The latest addition to this rule comes to us from New Hampshire, where a debate panelist inserted himself into the final days of the U.S. Senate campaign, perhaps tipping the scales against Republican Scott Brown.

In case you missed it, during last night’s debate, WMUR analyst James Pindell engaged in a dispute with Brown over New Hampshire geography. It turns out that Brown was correct, but that might not matter. The dispute struck to the heart of Brown’s greatest vulnerability — the narrative that Brown is a “carpetbagger.”

Pindell later apologized, but it might not matter. Too often, the original narrative is what people remember. This lie, as they say, was halfway around the world before the truth got its pants on. And that might be what happens here. As Noah Rothman notes: “A fraction of the debate viewers who witnessed this brutal exchange will have seen Pindell’s subsequent apology, and Shaheen’s operatives are quietly contemplating the ethics of running with the clip if only to accentuate the theme that Brown is, at heart, a Massachusetts man.”
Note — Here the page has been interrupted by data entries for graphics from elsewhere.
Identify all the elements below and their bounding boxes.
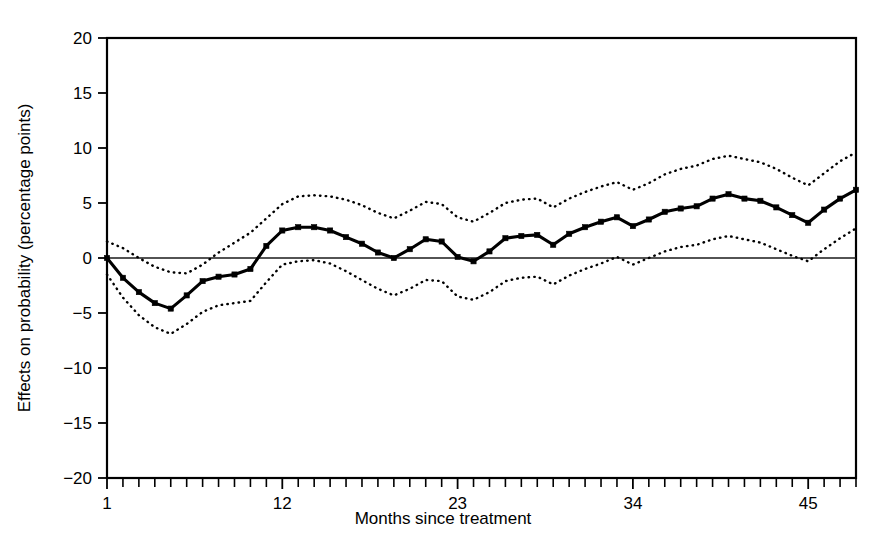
data-point-marker xyxy=(359,241,364,246)
data-point-marker xyxy=(726,192,731,197)
data-point-marker xyxy=(758,198,763,203)
x-tick-label: 12 xyxy=(273,494,292,513)
data-point-marker xyxy=(503,236,508,241)
y-tick-label: −20 xyxy=(63,469,92,488)
data-point-marker xyxy=(806,220,811,225)
data-point-marker xyxy=(184,293,189,298)
x-axis-title: Months since treatment xyxy=(355,509,532,528)
data-point-marker xyxy=(662,209,667,214)
y-tick-label: 20 xyxy=(73,29,92,48)
y-tick-label: 15 xyxy=(73,84,92,103)
x-tick-label: 1 xyxy=(102,494,111,513)
data-point-marker xyxy=(104,255,109,260)
data-point-marker xyxy=(710,196,715,201)
data-point-marker xyxy=(614,215,619,220)
data-point-marker xyxy=(853,187,858,192)
data-point-marker xyxy=(375,250,380,255)
chart-background xyxy=(0,0,887,550)
data-point-marker xyxy=(694,204,699,209)
data-point-marker xyxy=(407,247,412,252)
data-point-marker xyxy=(646,217,651,222)
data-point-marker xyxy=(439,239,444,244)
y-tick-label: 10 xyxy=(73,139,92,158)
data-point-marker xyxy=(120,275,125,280)
data-point-marker xyxy=(264,243,269,248)
data-point-marker xyxy=(248,266,253,271)
data-point-marker xyxy=(423,237,428,242)
data-point-marker xyxy=(774,205,779,210)
data-point-marker xyxy=(471,259,476,264)
data-point-marker xyxy=(598,219,603,224)
data-point-marker xyxy=(519,233,524,238)
data-point-marker xyxy=(312,225,317,230)
data-point-marker xyxy=(152,301,157,306)
data-point-marker xyxy=(328,228,333,233)
data-point-marker xyxy=(343,235,348,240)
data-point-marker xyxy=(455,254,460,259)
data-point-marker xyxy=(551,242,556,247)
y-tick-label: −5 xyxy=(73,304,92,323)
data-point-marker xyxy=(630,224,635,229)
data-point-marker xyxy=(567,231,572,236)
data-point-marker xyxy=(837,196,842,201)
data-point-marker xyxy=(200,279,205,284)
effects-on-probability-line-chart: 20151050−5−10−15−20 112233445 Months sin… xyxy=(0,0,887,550)
y-tick-label: 0 xyxy=(83,249,92,268)
data-point-marker xyxy=(822,207,827,212)
x-tick-label: 34 xyxy=(623,494,642,513)
data-point-marker xyxy=(136,290,141,295)
data-point-marker xyxy=(535,232,540,237)
data-point-marker xyxy=(582,225,587,230)
y-tick-label: −10 xyxy=(63,359,92,378)
data-point-marker xyxy=(487,249,492,254)
data-point-marker xyxy=(280,228,285,233)
y-axis-title: Effects on probability (percentage point… xyxy=(15,104,34,413)
x-tick-label: 45 xyxy=(799,494,818,513)
data-point-marker xyxy=(232,272,237,277)
y-tick-label: −15 xyxy=(63,414,92,433)
data-point-marker xyxy=(216,274,221,279)
data-point-marker xyxy=(168,306,173,311)
data-point-marker xyxy=(742,196,747,201)
data-point-marker xyxy=(790,213,795,218)
y-tick-label: 5 xyxy=(83,194,92,213)
chart-container: 20151050−5−10−15−20 112233445 Months sin… xyxy=(0,0,887,550)
data-point-marker xyxy=(296,225,301,230)
data-point-marker xyxy=(391,255,396,260)
data-point-marker xyxy=(678,206,683,211)
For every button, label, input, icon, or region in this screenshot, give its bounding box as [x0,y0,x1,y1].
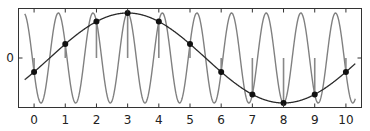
x-tick-label: 9 [311,113,319,127]
sample-marker [62,41,68,47]
sample-marker [343,69,349,75]
x-tick-label: 4 [155,113,163,127]
x-tick-label: 3 [124,113,132,127]
sample-marker [218,69,224,75]
sample-marker [156,19,162,25]
sample-marker [93,19,99,25]
x-tick-label: 10 [338,113,353,127]
sample-marker [187,41,193,47]
x-tick-label: 2 [93,113,101,127]
x-tick-label: 8 [280,113,288,127]
x-tick-label: 1 [61,113,69,127]
sample-marker [312,91,318,97]
x-tick-label: 5 [186,113,194,127]
x-tick-label: 7 [249,113,257,127]
x-tick-label: 0 [30,113,38,127]
aliasing-chart: 012345678910 0 [0,0,370,131]
x-tick-label: 6 [217,113,225,127]
y-tick-label: 0 [6,51,14,65]
sample-marker [249,91,255,97]
sample-marker [31,69,37,75]
plot-area [25,10,356,106]
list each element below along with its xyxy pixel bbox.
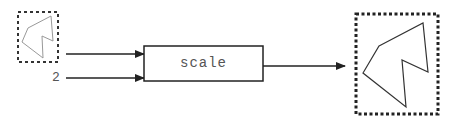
input-image (18, 12, 58, 62)
output-image (356, 14, 438, 114)
scale-function-label: scale (144, 55, 263, 71)
input-polygon-shape (22, 16, 53, 58)
output-polygon-shape (363, 23, 428, 107)
number-input-label: 2 (52, 70, 60, 85)
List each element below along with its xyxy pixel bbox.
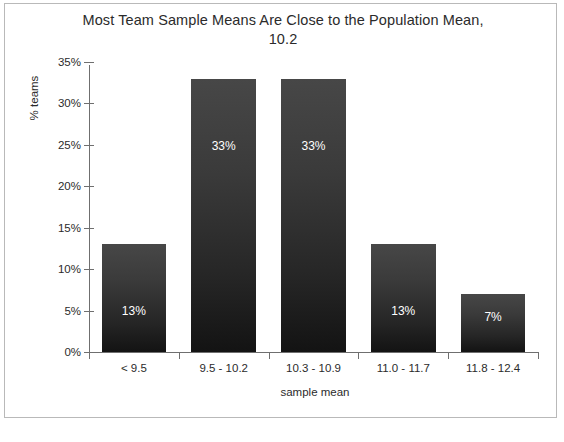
bar[interactable]: 13%: [371, 244, 436, 352]
x-axis-tick-mark: [89, 352, 90, 359]
y-axis-tick-label: 20%: [58, 180, 81, 192]
x-axis-tick-mark: [448, 352, 449, 359]
x-axis-title: sample mean: [89, 386, 541, 398]
x-axis-category-label: 11.8 - 12.4: [448, 362, 538, 374]
bar-value-label: 13%: [102, 304, 167, 318]
chart-title-line-2: 10.2: [269, 31, 298, 47]
y-axis-tick-mark: [84, 145, 94, 146]
x-axis-tick-mark: [538, 352, 539, 359]
y-axis-tick-mark: [84, 228, 94, 229]
plot-area: 0%5%10%15%20%25%30%35% 13%33%33%13%7% < …: [89, 62, 545, 354]
y-axis-tick-label: 10%: [58, 263, 81, 275]
y-axis-title: % teams: [28, 58, 40, 138]
y-axis-tick-label: 35%: [58, 56, 81, 68]
chart-frame: Most Team Sample Means Are Close to the …: [4, 3, 557, 418]
y-axis-tick-label: 25%: [58, 139, 81, 151]
x-axis-category-label: 9.5 - 10.2: [179, 362, 269, 374]
bar-value-label: 33%: [281, 139, 346, 153]
bar[interactable]: 33%: [281, 79, 346, 352]
bar[interactable]: 13%: [102, 244, 167, 352]
y-axis-tick-label: 5%: [64, 305, 81, 317]
y-axis-tick-mark: [84, 186, 94, 187]
x-axis-category-label: 10.3 - 10.9: [269, 362, 359, 374]
bottom-caption: [6, 429, 326, 441]
y-axis-tick-mark: [84, 269, 94, 270]
x-axis-tick-mark: [358, 352, 359, 359]
y-axis-tick-mark: [84, 311, 94, 312]
x-axis-tick-mark: [269, 352, 270, 359]
x-axis-tick-mark: [179, 352, 180, 359]
bar[interactable]: 7%: [461, 294, 526, 352]
y-axis-tick-label: 30%: [58, 97, 81, 109]
y-axis-line: [89, 65, 90, 352]
y-axis-tick-mark: [84, 62, 94, 63]
chart-title: Most Team Sample Means Are Close to the …: [33, 11, 533, 49]
y-axis-tick-label: 0%: [64, 346, 81, 358]
x-axis-line: [89, 352, 538, 353]
y-axis-tick-label: 15%: [58, 222, 81, 234]
y-axis-tick-mark: [84, 103, 94, 104]
bar[interactable]: 33%: [191, 79, 256, 352]
x-axis-category-label: 11.0 - 11.7: [358, 362, 448, 374]
bar-value-label: 33%: [191, 139, 256, 153]
bar-value-label: 7%: [461, 310, 526, 324]
bar-value-label: 13%: [371, 304, 436, 318]
chart-title-line-1: Most Team Sample Means Are Close to the …: [82, 12, 483, 28]
x-axis-category-label: < 9.5: [89, 362, 179, 374]
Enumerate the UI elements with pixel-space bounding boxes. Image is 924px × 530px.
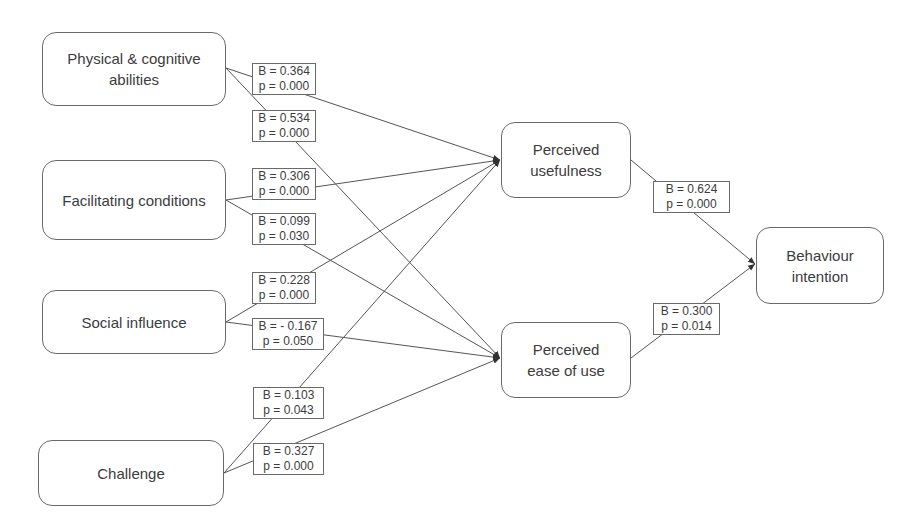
edge-challenge-usefulness (224, 160, 500, 473)
coef-facilitating-ease: B = 0.099p = 0.030 (252, 213, 316, 245)
coef-social-usefulness: B = 0.228p = 0.000 (252, 272, 316, 304)
coef-challenge-ease: B = 0.327p = 0.000 (253, 443, 324, 475)
coef-physical-ease: B = 0.534p = 0.000 (252, 110, 316, 142)
coef-usefulness-intention: B = 0.624p = 0.000 (653, 181, 730, 213)
node-label: Physical & cognitive abilities (49, 48, 219, 90)
node-label: Behaviour intention (775, 245, 865, 287)
node-physical-cognitive-abilities: Physical & cognitive abilities (42, 32, 226, 106)
node-label: Perceived usefulness (521, 139, 611, 181)
coef-ease-intention: B = 0.300p = 0.014 (653, 303, 720, 335)
node-label: Facilitating conditions (62, 190, 205, 211)
node-label: Challenge (97, 463, 165, 484)
node-challenge: Challenge (38, 440, 224, 506)
node-label: Perceived ease of use (516, 339, 616, 381)
coef-challenge-usefulness: B = 0.103p = 0.043 (253, 387, 324, 419)
node-perceived-ease-of-use: Perceived ease of use (501, 322, 631, 398)
node-perceived-usefulness: Perceived usefulness (501, 122, 631, 198)
node-facilitating-conditions: Facilitating conditions (42, 160, 226, 240)
coef-social-ease: B = - 0.167p = 0.050 (252, 318, 324, 350)
coef-physical-usefulness: B = 0.364p = 0.000 (252, 63, 316, 95)
node-social-influence: Social influence (42, 290, 226, 354)
node-label: Social influence (81, 312, 186, 333)
coef-facilitating-usefulness: B = 0.306p = 0.000 (252, 168, 316, 200)
node-behaviour-intention: Behaviour intention (756, 227, 884, 304)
On Morning Joe today, Cokie Roberts noted that this gotcha question was meant to be an indictment on Brown, but it turned out to be an indictment on journalism. I don’t know about journalism, but how about debate moderators? In sports, referees are said to be doing their job if nobody notices them. Debate hosts and panelists might want to follow that template, but instead seem to be drawn toward injecting themselves into the campaign — often with terrible results.

Imagine a very close game being decided by a mistake made by a referee or umpire, and you get a sense of how potentially damaging this was to an incredibly tight race which could potentially determine which party controls the U.S. Senate.

And sadly, this is something of a trend. Remember when Candy Crowley broke the agreed upon debate rules, and injected herself into the Benghazi discussion, siding with President Obama, only to later admit that Mitt Romney was “right in the main“? Her retroactive concession hardly mattered. The moment was stolen. The public grants “expert” status to the one asking the questions. And so, in the public’s mind, Romney had been proven wrong.

The stakes are too high for this to keep happening.